*** Opening GIVEN RECORDS ***

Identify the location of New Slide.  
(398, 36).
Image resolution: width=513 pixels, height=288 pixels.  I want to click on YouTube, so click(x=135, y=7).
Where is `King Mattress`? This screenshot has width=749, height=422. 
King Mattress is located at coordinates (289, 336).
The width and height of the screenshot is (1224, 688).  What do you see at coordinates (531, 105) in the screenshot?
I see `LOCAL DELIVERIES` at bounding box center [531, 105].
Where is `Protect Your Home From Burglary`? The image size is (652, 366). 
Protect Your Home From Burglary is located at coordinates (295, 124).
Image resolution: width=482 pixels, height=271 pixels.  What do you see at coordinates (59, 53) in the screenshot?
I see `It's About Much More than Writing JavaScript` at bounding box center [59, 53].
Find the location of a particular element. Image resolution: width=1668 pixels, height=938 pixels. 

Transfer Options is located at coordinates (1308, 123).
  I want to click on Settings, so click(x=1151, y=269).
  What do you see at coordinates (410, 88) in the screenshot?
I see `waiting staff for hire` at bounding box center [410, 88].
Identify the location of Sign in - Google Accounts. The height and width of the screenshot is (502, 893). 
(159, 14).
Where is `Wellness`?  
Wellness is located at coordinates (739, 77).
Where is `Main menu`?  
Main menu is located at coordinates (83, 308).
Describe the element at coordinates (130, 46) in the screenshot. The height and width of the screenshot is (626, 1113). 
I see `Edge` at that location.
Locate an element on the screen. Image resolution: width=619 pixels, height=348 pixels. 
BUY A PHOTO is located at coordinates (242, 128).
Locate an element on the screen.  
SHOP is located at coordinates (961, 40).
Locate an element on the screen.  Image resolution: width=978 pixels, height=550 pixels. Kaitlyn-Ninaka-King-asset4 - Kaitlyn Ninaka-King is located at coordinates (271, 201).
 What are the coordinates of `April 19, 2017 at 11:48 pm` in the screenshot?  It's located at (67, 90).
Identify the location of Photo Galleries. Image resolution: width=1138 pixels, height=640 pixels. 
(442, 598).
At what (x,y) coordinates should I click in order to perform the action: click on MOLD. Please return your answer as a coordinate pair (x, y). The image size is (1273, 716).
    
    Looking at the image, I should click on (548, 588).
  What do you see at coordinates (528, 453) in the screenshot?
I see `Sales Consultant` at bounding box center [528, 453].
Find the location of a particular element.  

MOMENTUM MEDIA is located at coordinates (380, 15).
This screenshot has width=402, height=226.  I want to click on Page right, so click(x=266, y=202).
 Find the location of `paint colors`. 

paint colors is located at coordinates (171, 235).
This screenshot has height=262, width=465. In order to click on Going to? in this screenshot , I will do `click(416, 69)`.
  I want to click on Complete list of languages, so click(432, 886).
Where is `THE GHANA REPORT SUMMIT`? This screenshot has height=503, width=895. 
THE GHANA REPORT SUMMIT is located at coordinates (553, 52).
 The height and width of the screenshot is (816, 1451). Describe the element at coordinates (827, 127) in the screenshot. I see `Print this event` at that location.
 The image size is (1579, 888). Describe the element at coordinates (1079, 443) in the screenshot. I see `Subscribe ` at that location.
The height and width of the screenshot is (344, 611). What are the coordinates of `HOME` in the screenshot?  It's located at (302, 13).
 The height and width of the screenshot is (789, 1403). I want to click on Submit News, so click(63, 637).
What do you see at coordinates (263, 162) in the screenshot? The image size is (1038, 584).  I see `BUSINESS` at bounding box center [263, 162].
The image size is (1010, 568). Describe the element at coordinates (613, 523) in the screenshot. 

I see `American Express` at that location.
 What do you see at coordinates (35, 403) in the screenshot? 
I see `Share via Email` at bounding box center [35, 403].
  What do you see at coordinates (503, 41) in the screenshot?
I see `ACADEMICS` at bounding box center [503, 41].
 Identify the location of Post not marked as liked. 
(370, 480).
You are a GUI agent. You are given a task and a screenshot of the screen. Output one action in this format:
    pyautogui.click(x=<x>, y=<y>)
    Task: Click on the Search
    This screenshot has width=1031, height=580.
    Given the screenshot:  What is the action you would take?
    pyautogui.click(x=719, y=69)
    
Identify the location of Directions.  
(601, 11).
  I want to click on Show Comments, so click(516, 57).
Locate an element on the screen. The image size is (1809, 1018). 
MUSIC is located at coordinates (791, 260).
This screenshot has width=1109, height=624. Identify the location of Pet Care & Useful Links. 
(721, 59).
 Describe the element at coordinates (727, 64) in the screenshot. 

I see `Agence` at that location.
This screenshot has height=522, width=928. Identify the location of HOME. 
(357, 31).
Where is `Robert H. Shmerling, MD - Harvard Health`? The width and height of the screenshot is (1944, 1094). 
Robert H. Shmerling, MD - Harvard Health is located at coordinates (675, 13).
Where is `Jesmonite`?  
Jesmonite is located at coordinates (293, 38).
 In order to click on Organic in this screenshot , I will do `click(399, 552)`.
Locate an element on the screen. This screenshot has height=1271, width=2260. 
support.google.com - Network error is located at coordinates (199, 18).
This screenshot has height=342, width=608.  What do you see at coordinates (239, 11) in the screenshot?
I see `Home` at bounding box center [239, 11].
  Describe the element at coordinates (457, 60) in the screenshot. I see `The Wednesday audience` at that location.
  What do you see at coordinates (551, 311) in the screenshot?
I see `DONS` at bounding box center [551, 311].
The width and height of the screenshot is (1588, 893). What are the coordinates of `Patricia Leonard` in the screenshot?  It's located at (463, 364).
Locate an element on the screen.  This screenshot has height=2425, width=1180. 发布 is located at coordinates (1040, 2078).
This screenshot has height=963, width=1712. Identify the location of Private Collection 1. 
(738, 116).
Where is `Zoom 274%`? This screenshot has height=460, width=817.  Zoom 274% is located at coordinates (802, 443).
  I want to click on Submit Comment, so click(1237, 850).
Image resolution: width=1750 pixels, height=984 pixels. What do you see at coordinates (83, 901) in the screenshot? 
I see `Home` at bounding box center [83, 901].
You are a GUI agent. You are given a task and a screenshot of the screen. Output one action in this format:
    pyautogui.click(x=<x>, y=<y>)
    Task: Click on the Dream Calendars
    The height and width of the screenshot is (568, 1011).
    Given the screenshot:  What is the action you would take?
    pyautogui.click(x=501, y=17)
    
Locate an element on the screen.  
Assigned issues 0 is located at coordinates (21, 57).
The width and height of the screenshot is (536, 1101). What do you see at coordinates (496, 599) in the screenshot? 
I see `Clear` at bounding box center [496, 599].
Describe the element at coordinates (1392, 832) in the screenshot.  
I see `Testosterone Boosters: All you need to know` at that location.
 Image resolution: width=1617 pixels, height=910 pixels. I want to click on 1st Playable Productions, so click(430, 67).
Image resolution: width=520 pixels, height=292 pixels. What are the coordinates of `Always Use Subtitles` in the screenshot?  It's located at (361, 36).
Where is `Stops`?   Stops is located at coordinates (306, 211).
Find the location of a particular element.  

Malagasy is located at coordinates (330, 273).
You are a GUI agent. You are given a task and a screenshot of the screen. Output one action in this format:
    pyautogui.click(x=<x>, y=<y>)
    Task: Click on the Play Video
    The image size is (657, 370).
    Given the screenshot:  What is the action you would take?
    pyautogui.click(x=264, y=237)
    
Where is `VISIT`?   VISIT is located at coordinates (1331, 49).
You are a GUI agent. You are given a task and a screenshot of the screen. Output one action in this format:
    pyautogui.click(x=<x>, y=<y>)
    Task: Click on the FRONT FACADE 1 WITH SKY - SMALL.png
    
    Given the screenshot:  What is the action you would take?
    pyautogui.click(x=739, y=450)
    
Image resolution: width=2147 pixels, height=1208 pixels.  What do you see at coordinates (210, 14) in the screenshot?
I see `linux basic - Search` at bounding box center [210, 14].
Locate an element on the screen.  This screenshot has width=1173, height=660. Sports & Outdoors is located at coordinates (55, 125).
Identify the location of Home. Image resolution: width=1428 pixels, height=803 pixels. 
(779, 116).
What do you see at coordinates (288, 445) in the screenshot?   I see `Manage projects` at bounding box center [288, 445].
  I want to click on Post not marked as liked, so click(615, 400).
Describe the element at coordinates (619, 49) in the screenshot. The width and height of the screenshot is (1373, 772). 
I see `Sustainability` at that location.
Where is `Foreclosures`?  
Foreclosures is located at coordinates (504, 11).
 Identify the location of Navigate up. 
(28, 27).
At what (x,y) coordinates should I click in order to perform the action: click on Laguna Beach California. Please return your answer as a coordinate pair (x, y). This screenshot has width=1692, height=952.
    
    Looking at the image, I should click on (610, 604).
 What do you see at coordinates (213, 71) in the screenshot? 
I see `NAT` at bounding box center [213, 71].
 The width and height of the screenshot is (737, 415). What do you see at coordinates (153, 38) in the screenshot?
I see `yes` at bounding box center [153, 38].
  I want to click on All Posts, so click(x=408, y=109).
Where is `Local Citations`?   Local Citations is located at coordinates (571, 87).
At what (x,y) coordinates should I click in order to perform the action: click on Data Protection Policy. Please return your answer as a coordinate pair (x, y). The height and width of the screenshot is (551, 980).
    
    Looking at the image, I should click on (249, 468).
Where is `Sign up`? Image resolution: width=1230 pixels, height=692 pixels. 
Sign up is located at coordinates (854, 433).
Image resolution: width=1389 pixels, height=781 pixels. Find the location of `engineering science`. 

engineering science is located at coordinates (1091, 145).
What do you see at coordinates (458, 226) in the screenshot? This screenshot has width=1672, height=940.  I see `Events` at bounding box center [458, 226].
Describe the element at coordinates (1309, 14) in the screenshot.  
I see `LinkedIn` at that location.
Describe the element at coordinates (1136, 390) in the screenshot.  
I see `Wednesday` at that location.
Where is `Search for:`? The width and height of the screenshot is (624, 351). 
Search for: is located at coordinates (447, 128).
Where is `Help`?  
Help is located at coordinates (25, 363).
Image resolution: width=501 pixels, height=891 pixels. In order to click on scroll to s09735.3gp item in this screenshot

*** Closing GIVEN RECORDS ***

▶ **WHAT TO WORK ON**:
The entries above hold the needed span. Transcribe exactly the lines from the one with "What do you see at coordinates (35, 403)" to the one with "The width and height of the screenshot is (1588, 893).", both included.

▶ **YOUR RESPONSE**:
 What do you see at coordinates (35, 403) in the screenshot? 
I see `Share via Email` at bounding box center [35, 403].
  What do you see at coordinates (503, 41) in the screenshot?
I see `ACADEMICS` at bounding box center [503, 41].
 Identify the location of Post not marked as liked. 
(370, 480).
You are a GUI agent. You are given a task and a screenshot of the screen. Output one action in this format:
    pyautogui.click(x=<x>, y=<y>)
    Task: Click on the Search
    This screenshot has width=1031, height=580.
    Given the screenshot:  What is the action you would take?
    pyautogui.click(x=719, y=69)
    
Identify the location of Directions.  
(601, 11).
  I want to click on Show Comments, so click(516, 57).
Locate an element on the screen. The image size is (1809, 1018). 
MUSIC is located at coordinates (791, 260).
This screenshot has width=1109, height=624. Identify the location of Pet Care & Useful Links. 
(721, 59).
 Describe the element at coordinates (727, 64) in the screenshot. 

I see `Agence` at that location.
This screenshot has height=522, width=928. Identify the location of HOME. 
(357, 31).
Where is `Robert H. Shmerling, MD - Harvard Health`? The width and height of the screenshot is (1944, 1094). 
Robert H. Shmerling, MD - Harvard Health is located at coordinates (675, 13).
Where is `Jesmonite`?  
Jesmonite is located at coordinates (293, 38).
 In order to click on Organic in this screenshot , I will do `click(399, 552)`.
Locate an element on the screen. This screenshot has height=1271, width=2260. 
support.google.com - Network error is located at coordinates (199, 18).
This screenshot has height=342, width=608.  What do you see at coordinates (239, 11) in the screenshot?
I see `Home` at bounding box center [239, 11].
  Describe the element at coordinates (457, 60) in the screenshot. I see `The Wednesday audience` at that location.
  What do you see at coordinates (551, 311) in the screenshot?
I see `DONS` at bounding box center [551, 311].
The width and height of the screenshot is (1588, 893). What are the coordinates of `Patricia Leonard` in the screenshot?  It's located at (463, 364).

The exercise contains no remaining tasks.